A website for a fantasy author is not a hobby project; it is the **central base** of your entire presence. It is the only place you fully control. Social networks, sales platforms, and review sites can change or disappear. Your own website remains. Therefore, it must be clearly structured, professional, and focused on your work rather than flashy gimmicks.
1. The Homepage: Orientation, Atmosphere, and Trust
The first principle is: the website serves the **books**. A visitor must understand within a few seconds what kind of fantasy is being told here. The title, cover, short content description, and atmosphere should be the focus. No long biographies on the homepage; focus on the world, theme, and conflict instead.
The homepage should achieve three things: **Orientation** (Who am I, what do I write?), **Atmosphere** (visual design matching the fantasy world), and **Trust** (clean design, no broken elements, no cluttered effects).
2. Book Section and Author Presentation
The second area is the **Book Section**. Each book needs its own page with a cover, blurb, excerpt, and clear purchase options. Series should be structured logically: the order of volumes and a brief summary of the overall story. Readers should not have to search; they must be guided.
The third area is the **Author himself**. A short, honest introduction is enough. Not a marketing text, but rather why these worlds are being written. Accessibility is more important than self-promotion. If you want to build reader loyalty, you must remain visible as a human being, not just a faceless brand.
3. Technical Standards and Supplemental Content
A fourth point is functional supplemental content. This can include maps, background lore, audio samples, or trailers. Not as a gimmick, but as a **deepening of the world**. Everything listed there must belong to the story. No content without a direct reference to the work.
Technically: the site must be **fast, clear, and readable on mobile devices**. Complicated menus, animations, and effects do more harm than good. The structure should be simple: Homepage, Books, Author, Contact, and perhaps News or a Blog. That’s all you need.
4. Credibility through Regular Updates
Consistency and **recency** are also vital. A website only appears credible if it is maintained. Old dates, dead links, or outdated information destroy trust. It is better to have a small amount of accurate content than a lot of content that is no longer relevant.
For me, the website is not just a marketing tool in a narrow sense, but an **anchor point**. It collects everything: books, information, contact, and identity. Anyone who wants to be taken seriously as a fantasy author needs a place where their world is visible, understandable, and professionally presented. A good website does not replace the quality of the books, but it decides whether readers are even willing to enter that world in the first place.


Task to carry out:
Your answer should consist of the lines below that hold the word "article".

[Stored items]
++++
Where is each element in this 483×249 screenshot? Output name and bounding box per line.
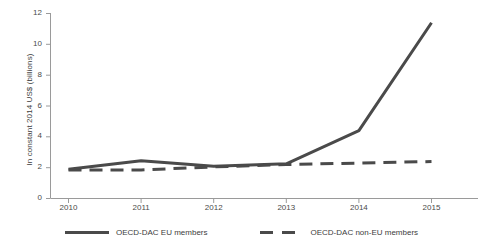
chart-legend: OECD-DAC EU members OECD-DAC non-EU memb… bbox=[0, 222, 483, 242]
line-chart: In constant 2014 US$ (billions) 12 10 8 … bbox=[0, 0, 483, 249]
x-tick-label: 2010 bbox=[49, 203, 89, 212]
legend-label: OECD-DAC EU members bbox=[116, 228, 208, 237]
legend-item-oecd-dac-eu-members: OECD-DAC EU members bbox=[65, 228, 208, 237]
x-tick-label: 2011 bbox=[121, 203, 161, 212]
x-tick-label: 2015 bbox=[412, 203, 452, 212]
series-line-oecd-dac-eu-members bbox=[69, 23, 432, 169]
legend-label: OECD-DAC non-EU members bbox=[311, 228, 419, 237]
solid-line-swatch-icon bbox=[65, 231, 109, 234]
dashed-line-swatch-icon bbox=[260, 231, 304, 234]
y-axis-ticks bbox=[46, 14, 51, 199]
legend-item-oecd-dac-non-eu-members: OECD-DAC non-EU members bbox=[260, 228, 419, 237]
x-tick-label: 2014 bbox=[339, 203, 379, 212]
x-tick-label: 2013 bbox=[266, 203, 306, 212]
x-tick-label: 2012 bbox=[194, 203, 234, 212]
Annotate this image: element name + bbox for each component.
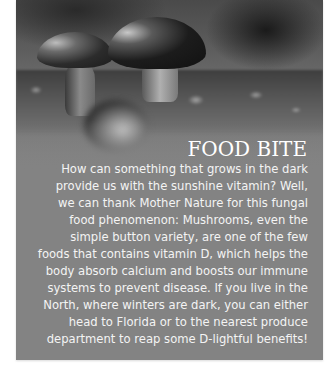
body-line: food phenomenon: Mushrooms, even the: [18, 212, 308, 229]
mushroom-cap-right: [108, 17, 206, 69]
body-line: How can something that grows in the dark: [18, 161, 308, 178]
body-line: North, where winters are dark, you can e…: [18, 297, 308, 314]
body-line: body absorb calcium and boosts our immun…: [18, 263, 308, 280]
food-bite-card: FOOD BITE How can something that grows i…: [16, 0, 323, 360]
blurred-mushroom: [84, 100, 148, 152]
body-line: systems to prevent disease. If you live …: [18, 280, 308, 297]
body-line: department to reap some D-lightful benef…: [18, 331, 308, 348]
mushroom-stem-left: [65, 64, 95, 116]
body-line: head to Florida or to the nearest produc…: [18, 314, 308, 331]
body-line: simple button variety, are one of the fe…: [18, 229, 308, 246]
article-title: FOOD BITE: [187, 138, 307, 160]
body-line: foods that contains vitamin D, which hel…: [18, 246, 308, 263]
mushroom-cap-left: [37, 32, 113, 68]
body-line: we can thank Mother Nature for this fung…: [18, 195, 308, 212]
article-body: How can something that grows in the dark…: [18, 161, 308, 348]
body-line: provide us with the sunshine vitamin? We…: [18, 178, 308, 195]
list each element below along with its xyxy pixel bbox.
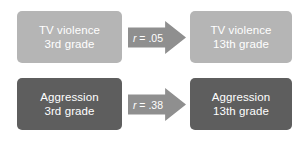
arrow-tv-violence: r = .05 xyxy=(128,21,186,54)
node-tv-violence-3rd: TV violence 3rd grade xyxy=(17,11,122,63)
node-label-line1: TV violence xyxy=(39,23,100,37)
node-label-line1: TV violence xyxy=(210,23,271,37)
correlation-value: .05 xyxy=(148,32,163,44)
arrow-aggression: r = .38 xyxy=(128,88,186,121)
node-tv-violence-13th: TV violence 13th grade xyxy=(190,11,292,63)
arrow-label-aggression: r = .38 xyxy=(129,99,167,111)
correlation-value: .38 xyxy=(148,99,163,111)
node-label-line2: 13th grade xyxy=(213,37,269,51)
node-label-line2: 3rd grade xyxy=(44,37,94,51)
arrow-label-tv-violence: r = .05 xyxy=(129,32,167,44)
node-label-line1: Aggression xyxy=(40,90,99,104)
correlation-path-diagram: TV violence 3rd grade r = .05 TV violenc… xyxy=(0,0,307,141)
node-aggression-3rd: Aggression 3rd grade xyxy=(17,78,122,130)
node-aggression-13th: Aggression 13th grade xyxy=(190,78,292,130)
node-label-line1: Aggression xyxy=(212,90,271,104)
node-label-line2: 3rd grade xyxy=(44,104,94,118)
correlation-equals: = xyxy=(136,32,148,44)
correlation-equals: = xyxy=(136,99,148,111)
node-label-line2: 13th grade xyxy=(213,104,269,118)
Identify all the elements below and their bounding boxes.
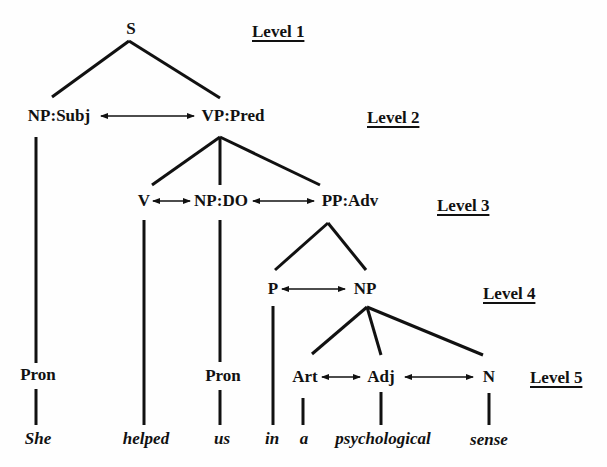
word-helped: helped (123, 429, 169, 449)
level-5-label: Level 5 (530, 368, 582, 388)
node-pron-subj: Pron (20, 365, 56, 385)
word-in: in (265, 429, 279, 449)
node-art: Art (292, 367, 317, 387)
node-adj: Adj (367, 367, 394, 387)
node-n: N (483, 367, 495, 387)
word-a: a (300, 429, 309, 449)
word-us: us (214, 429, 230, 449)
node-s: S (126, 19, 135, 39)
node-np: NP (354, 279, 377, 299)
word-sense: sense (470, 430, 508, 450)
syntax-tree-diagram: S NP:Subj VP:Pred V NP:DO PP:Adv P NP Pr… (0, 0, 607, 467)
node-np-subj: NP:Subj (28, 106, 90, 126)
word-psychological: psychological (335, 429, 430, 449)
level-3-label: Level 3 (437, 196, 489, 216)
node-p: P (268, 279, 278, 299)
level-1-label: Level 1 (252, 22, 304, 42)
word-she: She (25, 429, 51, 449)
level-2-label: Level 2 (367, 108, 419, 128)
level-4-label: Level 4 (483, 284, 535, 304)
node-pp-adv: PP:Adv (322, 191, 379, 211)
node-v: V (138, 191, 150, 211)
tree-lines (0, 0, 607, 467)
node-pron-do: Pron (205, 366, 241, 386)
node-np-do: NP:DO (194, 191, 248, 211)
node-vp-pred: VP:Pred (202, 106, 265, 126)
++++
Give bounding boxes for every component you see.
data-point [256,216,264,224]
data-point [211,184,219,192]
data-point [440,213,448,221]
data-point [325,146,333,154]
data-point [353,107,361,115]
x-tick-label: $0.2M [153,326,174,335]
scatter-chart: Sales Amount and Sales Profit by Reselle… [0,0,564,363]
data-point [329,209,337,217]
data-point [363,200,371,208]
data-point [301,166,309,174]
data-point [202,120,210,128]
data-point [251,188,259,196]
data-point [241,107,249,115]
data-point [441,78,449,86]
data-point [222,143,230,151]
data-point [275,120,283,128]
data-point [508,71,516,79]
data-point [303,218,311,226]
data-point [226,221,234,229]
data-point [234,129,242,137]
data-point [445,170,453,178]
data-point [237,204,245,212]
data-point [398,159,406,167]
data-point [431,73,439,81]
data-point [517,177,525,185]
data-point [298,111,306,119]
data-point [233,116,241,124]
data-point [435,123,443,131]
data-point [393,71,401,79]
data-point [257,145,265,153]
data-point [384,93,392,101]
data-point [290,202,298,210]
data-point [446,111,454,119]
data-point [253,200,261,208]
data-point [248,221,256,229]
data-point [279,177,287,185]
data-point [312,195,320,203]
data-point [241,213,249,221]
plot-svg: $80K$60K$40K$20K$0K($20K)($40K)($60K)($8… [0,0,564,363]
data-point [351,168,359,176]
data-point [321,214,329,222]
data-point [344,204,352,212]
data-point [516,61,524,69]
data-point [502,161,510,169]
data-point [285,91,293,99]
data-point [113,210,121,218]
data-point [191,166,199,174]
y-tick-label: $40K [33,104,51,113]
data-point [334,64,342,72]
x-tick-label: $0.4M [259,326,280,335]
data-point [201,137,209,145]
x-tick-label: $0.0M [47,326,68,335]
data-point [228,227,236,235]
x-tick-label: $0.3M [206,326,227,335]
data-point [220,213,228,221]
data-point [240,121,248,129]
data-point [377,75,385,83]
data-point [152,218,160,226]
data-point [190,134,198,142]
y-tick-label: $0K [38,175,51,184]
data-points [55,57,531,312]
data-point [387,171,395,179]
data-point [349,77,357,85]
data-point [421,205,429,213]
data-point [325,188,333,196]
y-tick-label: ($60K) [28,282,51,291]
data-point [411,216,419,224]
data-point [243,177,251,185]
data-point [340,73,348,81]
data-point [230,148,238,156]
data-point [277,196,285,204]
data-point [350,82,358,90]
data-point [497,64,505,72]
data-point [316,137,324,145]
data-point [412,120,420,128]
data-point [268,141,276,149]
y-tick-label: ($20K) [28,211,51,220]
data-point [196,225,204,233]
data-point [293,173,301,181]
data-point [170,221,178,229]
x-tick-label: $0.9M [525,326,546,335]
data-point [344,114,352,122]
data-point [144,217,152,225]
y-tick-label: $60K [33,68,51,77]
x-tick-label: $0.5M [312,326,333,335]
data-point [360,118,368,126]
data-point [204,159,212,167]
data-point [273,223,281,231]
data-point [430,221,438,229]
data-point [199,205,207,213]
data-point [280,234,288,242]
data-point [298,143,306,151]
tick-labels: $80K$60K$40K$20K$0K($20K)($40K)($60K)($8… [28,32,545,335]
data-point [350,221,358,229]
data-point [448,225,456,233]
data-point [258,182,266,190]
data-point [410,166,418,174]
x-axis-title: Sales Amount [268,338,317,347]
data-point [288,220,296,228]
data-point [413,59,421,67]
++++
Problem solution:
article-title: FOOD BITE: [187, 138, 307, 160]
article-body: How can something that grows in the dark…: [18, 161, 308, 348]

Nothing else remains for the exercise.